■ **TASK GOAL**: Beginning with the line that holds "This screenshot has height=1003, width=1784." in the data below, give again every line through the one that holds "Task: Click on the Clarence Thomas", exactly as written.

■ **DATA TO PROCESS**:
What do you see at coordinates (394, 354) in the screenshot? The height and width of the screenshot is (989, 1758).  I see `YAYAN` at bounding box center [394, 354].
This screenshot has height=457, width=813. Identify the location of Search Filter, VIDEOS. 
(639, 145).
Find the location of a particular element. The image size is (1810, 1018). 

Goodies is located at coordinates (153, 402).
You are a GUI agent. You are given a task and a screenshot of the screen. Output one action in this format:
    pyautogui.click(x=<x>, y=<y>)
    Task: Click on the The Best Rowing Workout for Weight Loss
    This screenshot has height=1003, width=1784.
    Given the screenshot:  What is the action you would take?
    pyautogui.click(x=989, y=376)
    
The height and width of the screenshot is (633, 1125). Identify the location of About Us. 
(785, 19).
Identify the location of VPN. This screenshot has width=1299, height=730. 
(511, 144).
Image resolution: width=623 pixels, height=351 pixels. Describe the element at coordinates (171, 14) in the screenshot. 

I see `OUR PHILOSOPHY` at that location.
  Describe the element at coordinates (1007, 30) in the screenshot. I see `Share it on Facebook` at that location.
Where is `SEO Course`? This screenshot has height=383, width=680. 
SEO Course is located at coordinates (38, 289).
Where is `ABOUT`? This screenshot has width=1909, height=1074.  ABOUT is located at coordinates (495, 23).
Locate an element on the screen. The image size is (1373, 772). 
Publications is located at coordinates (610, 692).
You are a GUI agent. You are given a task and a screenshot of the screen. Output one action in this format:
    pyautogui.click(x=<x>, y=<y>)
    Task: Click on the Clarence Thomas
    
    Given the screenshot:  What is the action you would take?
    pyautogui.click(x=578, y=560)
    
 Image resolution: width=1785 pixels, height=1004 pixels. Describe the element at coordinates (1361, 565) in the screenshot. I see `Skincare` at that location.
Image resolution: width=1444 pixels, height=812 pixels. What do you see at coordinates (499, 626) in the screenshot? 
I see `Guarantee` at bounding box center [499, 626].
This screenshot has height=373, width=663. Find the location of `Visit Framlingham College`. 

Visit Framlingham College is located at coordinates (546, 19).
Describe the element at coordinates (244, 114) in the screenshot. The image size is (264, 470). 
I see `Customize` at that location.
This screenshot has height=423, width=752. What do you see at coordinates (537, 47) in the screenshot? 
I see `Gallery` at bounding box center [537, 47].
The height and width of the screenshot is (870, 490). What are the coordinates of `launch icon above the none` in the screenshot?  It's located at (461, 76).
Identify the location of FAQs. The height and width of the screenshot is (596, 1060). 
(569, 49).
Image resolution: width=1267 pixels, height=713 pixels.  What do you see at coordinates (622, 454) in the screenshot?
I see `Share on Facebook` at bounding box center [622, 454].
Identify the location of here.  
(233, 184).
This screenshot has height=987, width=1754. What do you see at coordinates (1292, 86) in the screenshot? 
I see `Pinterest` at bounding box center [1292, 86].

■ **OUTPUT OF THE EXERCISE**:
    This screenshot has height=1003, width=1784.
    Given the screenshot:  What is the action you would take?
    pyautogui.click(x=989, y=376)
    
The height and width of the screenshot is (633, 1125). Identify the location of About Us. 
(785, 19).
Identify the location of VPN. This screenshot has width=1299, height=730. 
(511, 144).
Image resolution: width=623 pixels, height=351 pixels. Describe the element at coordinates (171, 14) in the screenshot. 

I see `OUR PHILOSOPHY` at that location.
  Describe the element at coordinates (1007, 30) in the screenshot. I see `Share it on Facebook` at that location.
Where is `SEO Course`? This screenshot has height=383, width=680. 
SEO Course is located at coordinates (38, 289).
Where is `ABOUT`? This screenshot has width=1909, height=1074.  ABOUT is located at coordinates (495, 23).
Locate an element on the screen. The image size is (1373, 772). 
Publications is located at coordinates (610, 692).
You are a GUI agent. You are given a task and a screenshot of the screen. Output one action in this format:
    pyautogui.click(x=<x>, y=<y>)
    Task: Click on the Clarence Thomas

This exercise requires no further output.